We live in a distracted world beset with constant sensory overload, incessant connectedness, overwhelming information, and most fatally, unrealistic expectations of what the human mind is capable of handling. The parents who must live with these tragedies are not blameless, but how are any of us to survive and thrive in a culture which sets up people for such catastrophic failures in the first place? It is hard enough to live intentionally in the best of circumstances, but we live in a demanding and chaotic world of self-importance and pettiness.
Your humble writer grants no quarter to socialism in any form, but when Pope Francis criticized our economic system last week–much to the dismay of free-market conservatives–maybe he was on to something. It is not that people want to idolize money. These parents are not greedy or avaricious. Rather, people are driven to distraction in the pursuit of some small measure of comfort and security in our dangerous and uncertain world. The Pope is absolutely right that we live in a culture which places material consumption above the sacredness of the human person, but it is the culture which is flawed, not the basic premises of capitalism.
A Nondescript and Unremarkable Parking LotIn a typical family, both parents must work to make ends meet–if children are lucky enough to have both parents present. The only affordable housing is in distant suburbs. Education is not affordable at all. We live far from our extended families and so we must entrust the care of even our youngest children to strangers. Bosses at work demand our time at all hours. Women who must return to work cannot even find time to pump breastmilk. In a 2011 survey, ten percent of Americans reported skipping breakfast and for men in their most productive working years, that figure is 18%. How many of these parents ate breakfast with their families before driving their children off to a parking lot, that seemingly most innocuous and inconsequential of all places, to die?

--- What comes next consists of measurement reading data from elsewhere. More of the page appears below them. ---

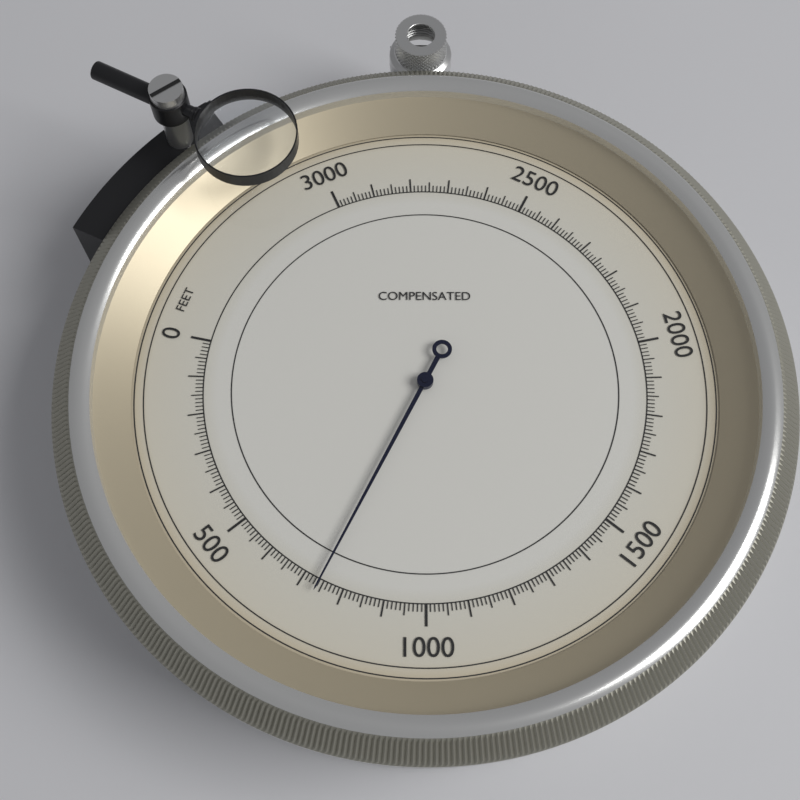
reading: 740 feet
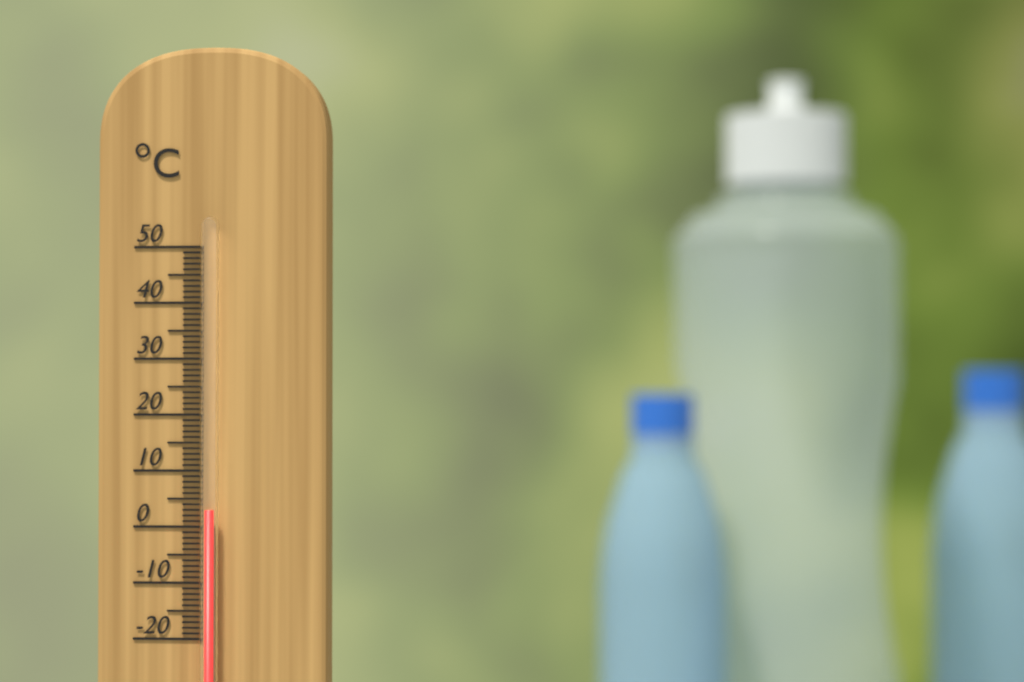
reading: 3 °C
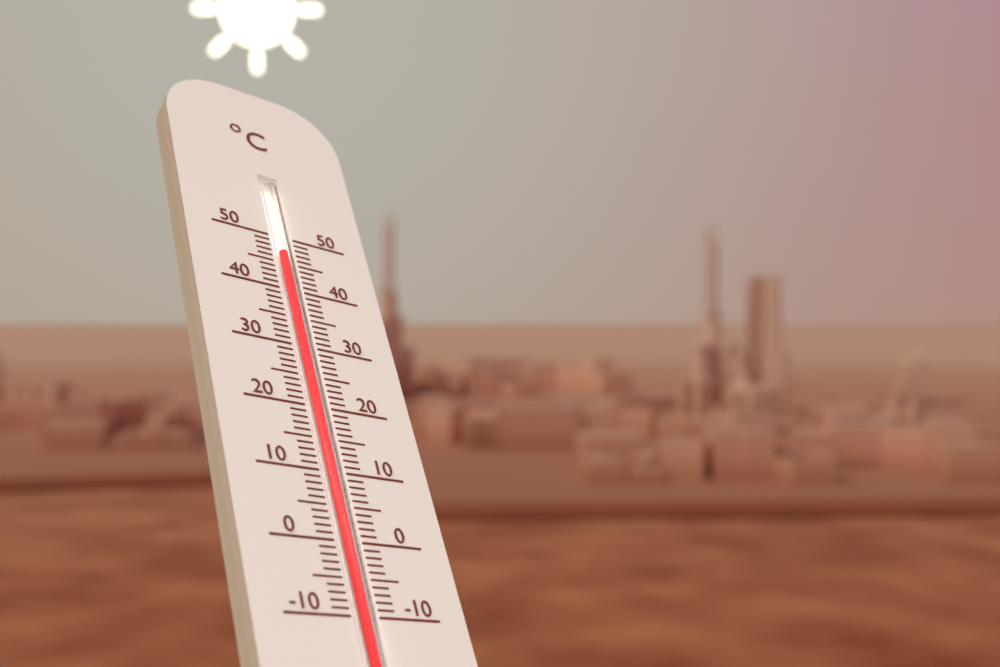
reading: 47 °C
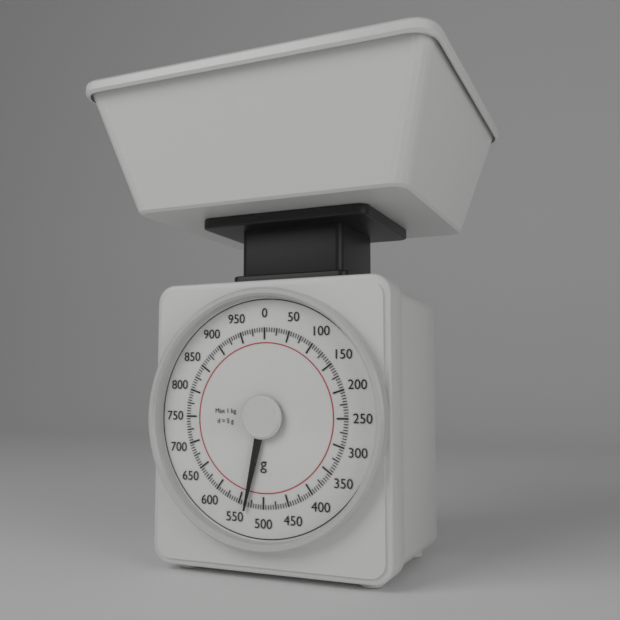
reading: 535 g
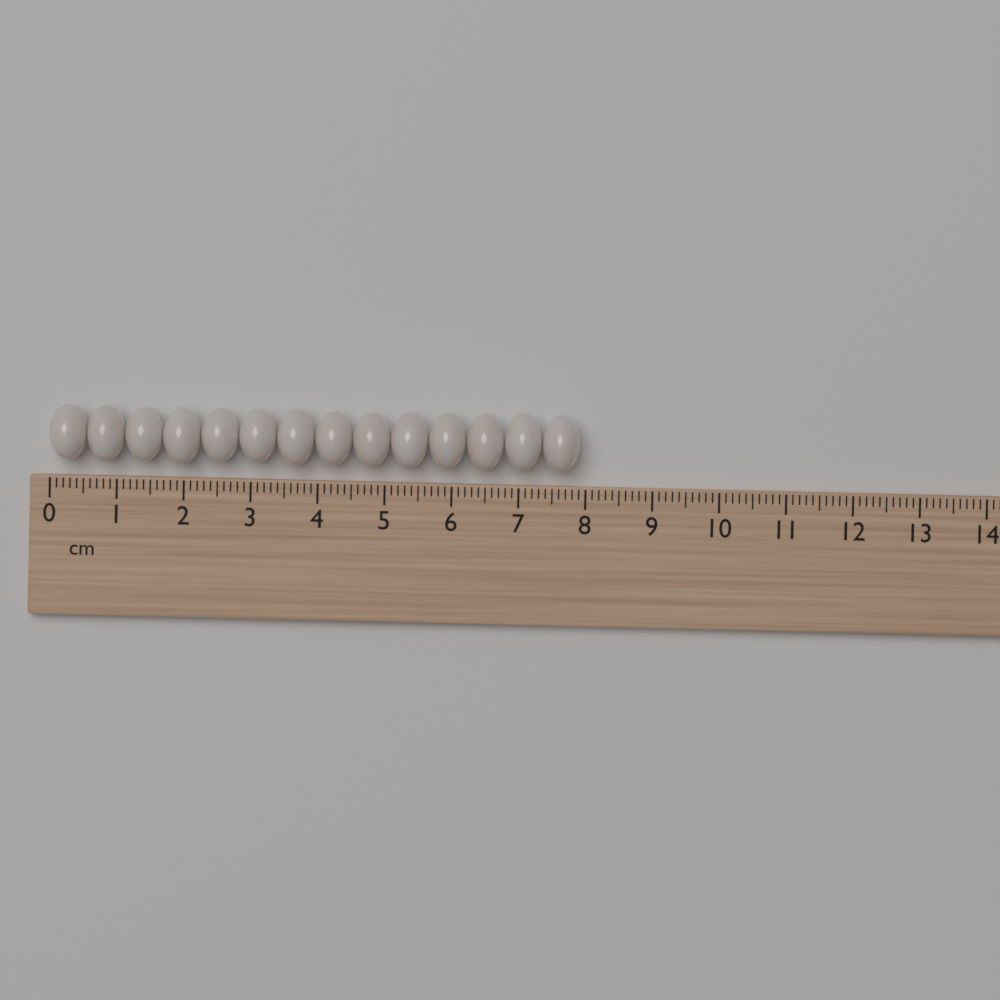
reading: 7.9 cm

As a culture, we have become accustomed to instant gratification and instant feedback. This in turn drives the business world to demand ever more of employees. People struggling to get by do not have the luxury of arriving late to work or disregarding a phone call from the boss or a coworker, even though in the grand scheme of things, it can and should wait until we get to the office. The most important reason we go to work is that helpless and fragile life which might be sitting in the back seat. We must always take time to consider why we are here and why we work.
No mother can even begin to imagine something like this happening to her children. No father can read of this tragedy and not want to hold his children longer and tighter while tucking them into bed at night. It is good and right and true and natural for a mother and a father to be connected first to each other and then to their children before all else. As Pope Francis rightly observes, our humanity and most of all, the family must be the foundation of our entire culture. If we get that right, everything else will take care of itself.